Wednesday, June 5, 2013

Frankenstein Meets The Rime-man

Growing up in the Godwin household, Mary Shelley was exposed to parlor conversations between her father and some of the brightest intellectuals of the day. In 1806 she and her stepsister hid under the sofa while Coleridge recited "The Rime of the Ancient Mariner." Ten years later Shelley began writing Frankenstein. Her book, as we know, deals with discovery, predominantly scientific discovery (through Victor) and to a lesser extent geographic discovery (through Walton). It also poses the same questions as Zezik about the ethical implications and possible real consequences of creating an artificially intelligent human being. In fact, Zezik uses Frankenstein as a model for what can happen when scientists lose control over their creations.

It’s less widely known that Coleridge was also concerned over the ramifications of science and discovery, particularly their historical development. According to Thomas Pfau, Coleridge considered modernity a “miscarriage.” In league with several German Romantics—Goethe, Schlegel, and Schopenhauer among them—modernity, which he traced back to the Cartesian method of rationality, ushered in an age of fractionalization and specialization. The result was the abandonment of the ancient notion of knowledge as the fortuitous fusion of theoria [contemplation] and eudaemnonia [human flourishing] in order to produce the vita contemplativa [the contemplative life]. Zizek says essentially the same thing when he refers to the “incessant activity” of scientists and technologists whose lives are run by the “objective constraint” of Progress.”


I’ve always had an underlying, unspoken belief that science and technology would save us. I guess that was my unknown known. There’s as much substance for believing in science as our savior as there is in believing in a talking snake as our nemesis. I agree with Zizek and Dupuy that the only way to confront the catastrophe is to first, accept that it’s unavoidable, and then govern our actions by what we would have done if we had known then what we know now. That’s the only way Zizek’s Four Points would have a chance of being implemented. But there’s another step that has to be taken: vote the tea party out of congress in ’14. 

1 comment:

  1. Frankenstein is not a scientist, he is a necromancer. That's a common misconception about the novel. Furthermore, he did not really raise the creature from the dead, he's insane. The creature exists solely within his tormented mind.

    However, I agree with you wholeheartedly regarding the elections in '14. Coffee rocks.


▶ **WORK TO COMPLETE**
Check every line below for the word "style" and copy each one that has it.

Dataset listings of figures:
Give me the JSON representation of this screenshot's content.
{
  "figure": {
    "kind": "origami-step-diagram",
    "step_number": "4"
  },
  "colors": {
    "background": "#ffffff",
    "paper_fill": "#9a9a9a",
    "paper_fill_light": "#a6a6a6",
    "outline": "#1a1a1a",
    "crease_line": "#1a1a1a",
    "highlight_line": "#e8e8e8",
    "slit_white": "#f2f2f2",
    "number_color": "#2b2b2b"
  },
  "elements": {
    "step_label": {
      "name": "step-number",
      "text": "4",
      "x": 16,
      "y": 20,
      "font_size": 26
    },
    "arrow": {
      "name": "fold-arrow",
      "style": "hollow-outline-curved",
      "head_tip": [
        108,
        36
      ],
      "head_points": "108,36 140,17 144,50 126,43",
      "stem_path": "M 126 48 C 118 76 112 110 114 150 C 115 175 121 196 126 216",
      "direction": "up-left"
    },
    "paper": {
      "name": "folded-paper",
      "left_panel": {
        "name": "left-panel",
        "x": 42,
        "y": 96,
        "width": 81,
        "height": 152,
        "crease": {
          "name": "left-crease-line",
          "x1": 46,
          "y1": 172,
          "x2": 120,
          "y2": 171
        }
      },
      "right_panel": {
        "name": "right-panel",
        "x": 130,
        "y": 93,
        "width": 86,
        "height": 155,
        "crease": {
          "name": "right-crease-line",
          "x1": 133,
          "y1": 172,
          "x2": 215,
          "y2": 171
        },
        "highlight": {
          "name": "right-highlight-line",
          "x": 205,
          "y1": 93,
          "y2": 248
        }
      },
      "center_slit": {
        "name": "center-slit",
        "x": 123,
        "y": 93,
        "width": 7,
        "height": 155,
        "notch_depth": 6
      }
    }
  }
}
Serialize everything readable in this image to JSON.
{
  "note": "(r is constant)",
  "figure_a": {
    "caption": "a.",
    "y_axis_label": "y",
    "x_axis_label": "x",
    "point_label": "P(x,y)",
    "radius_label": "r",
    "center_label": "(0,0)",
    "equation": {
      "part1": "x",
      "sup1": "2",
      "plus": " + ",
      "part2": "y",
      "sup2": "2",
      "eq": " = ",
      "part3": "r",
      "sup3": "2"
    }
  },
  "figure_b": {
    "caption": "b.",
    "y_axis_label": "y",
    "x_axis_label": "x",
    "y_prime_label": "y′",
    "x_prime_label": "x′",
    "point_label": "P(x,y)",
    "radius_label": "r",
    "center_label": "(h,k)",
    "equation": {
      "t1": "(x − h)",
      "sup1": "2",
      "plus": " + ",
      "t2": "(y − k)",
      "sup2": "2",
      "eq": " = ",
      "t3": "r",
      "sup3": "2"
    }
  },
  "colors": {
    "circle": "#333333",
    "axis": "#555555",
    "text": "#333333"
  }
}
---
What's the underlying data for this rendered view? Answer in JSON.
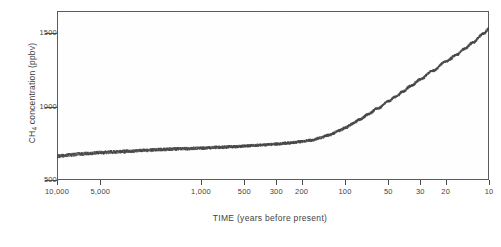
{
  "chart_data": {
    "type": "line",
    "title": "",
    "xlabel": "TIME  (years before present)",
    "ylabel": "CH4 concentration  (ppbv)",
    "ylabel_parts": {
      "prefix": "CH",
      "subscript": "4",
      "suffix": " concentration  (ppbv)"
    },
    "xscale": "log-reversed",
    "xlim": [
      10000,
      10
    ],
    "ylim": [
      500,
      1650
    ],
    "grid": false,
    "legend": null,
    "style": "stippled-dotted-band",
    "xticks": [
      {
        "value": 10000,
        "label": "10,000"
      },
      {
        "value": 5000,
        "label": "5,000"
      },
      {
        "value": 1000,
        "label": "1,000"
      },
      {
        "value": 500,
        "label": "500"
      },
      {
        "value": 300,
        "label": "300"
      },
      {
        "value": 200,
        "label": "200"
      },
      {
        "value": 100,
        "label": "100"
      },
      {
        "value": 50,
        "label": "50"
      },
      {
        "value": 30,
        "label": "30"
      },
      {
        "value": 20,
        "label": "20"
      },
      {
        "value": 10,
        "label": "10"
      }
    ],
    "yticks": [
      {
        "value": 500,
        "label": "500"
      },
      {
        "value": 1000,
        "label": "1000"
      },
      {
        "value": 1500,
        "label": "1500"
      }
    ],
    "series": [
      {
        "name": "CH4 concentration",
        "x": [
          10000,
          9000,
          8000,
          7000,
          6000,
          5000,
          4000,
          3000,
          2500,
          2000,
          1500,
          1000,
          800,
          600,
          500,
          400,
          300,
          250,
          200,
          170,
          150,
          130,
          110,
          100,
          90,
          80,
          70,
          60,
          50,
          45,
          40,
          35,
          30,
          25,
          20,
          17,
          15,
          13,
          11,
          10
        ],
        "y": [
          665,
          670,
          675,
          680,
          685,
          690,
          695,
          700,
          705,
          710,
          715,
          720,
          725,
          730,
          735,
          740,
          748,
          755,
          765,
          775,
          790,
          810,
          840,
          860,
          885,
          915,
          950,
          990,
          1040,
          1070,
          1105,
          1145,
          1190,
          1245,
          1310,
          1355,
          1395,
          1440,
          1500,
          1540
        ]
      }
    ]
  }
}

▶ **ANSWER BOX**
      "style": "hollow-outline-curved",
    "style": "stippled-dotted-band",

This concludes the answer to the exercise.